Directions for this task
Leaving the images aside, print every record in the material exactly.

Information shown
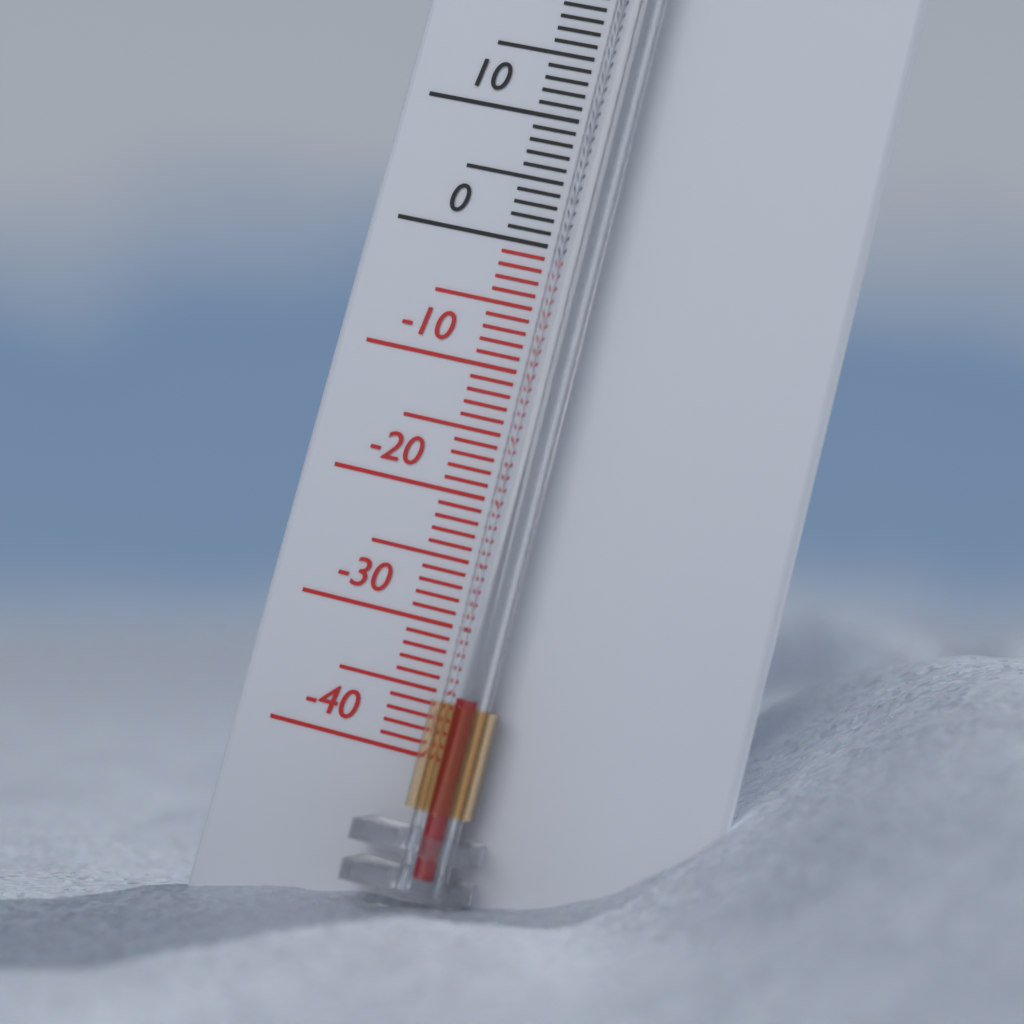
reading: -35 °C
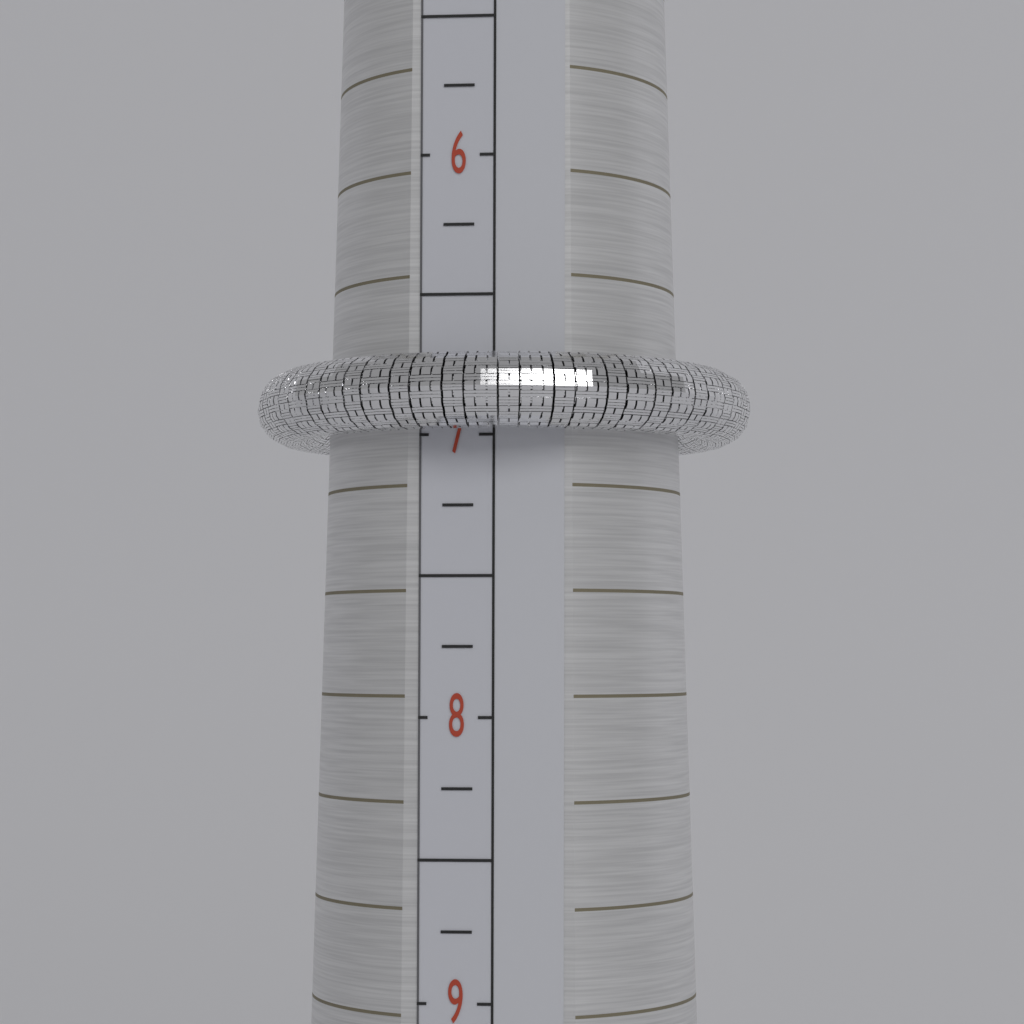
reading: 7.00 (no unit)
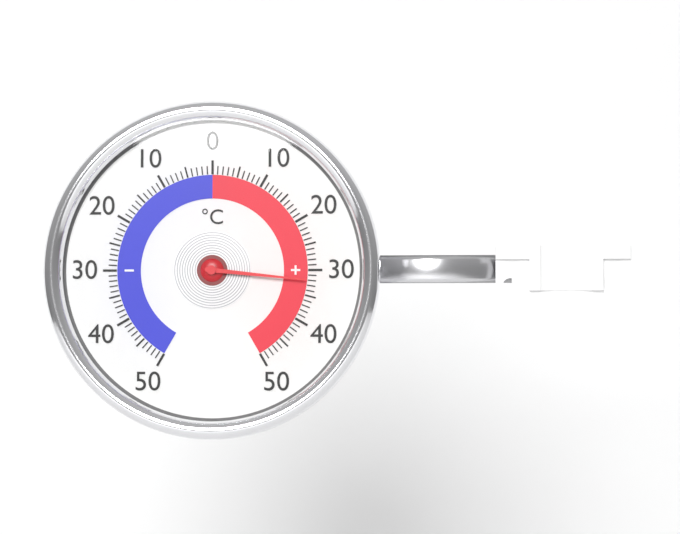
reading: 32 °C
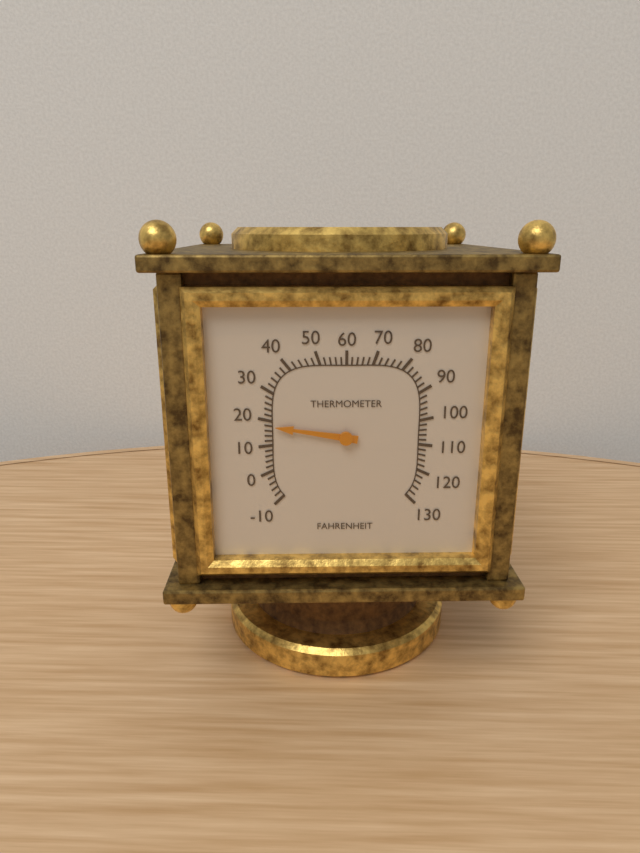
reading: 18 °F
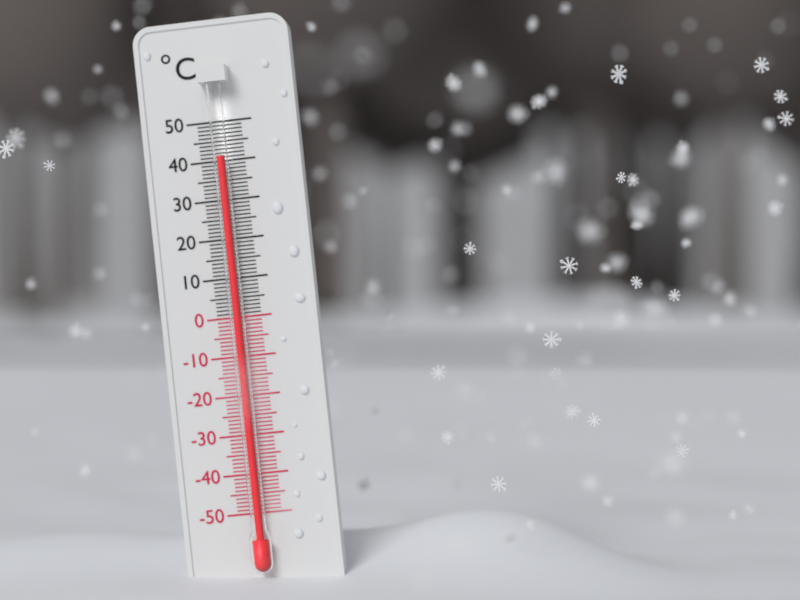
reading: 41 °C
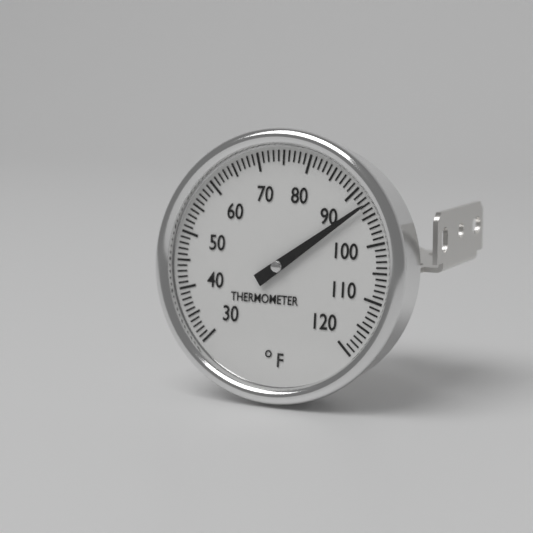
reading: 93 °F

Task result
reading: -35 °C
reading: 7.00 (no unit)
reading: 32 °C
reading: 18 °F
reading: 41 °C
reading: 93 °F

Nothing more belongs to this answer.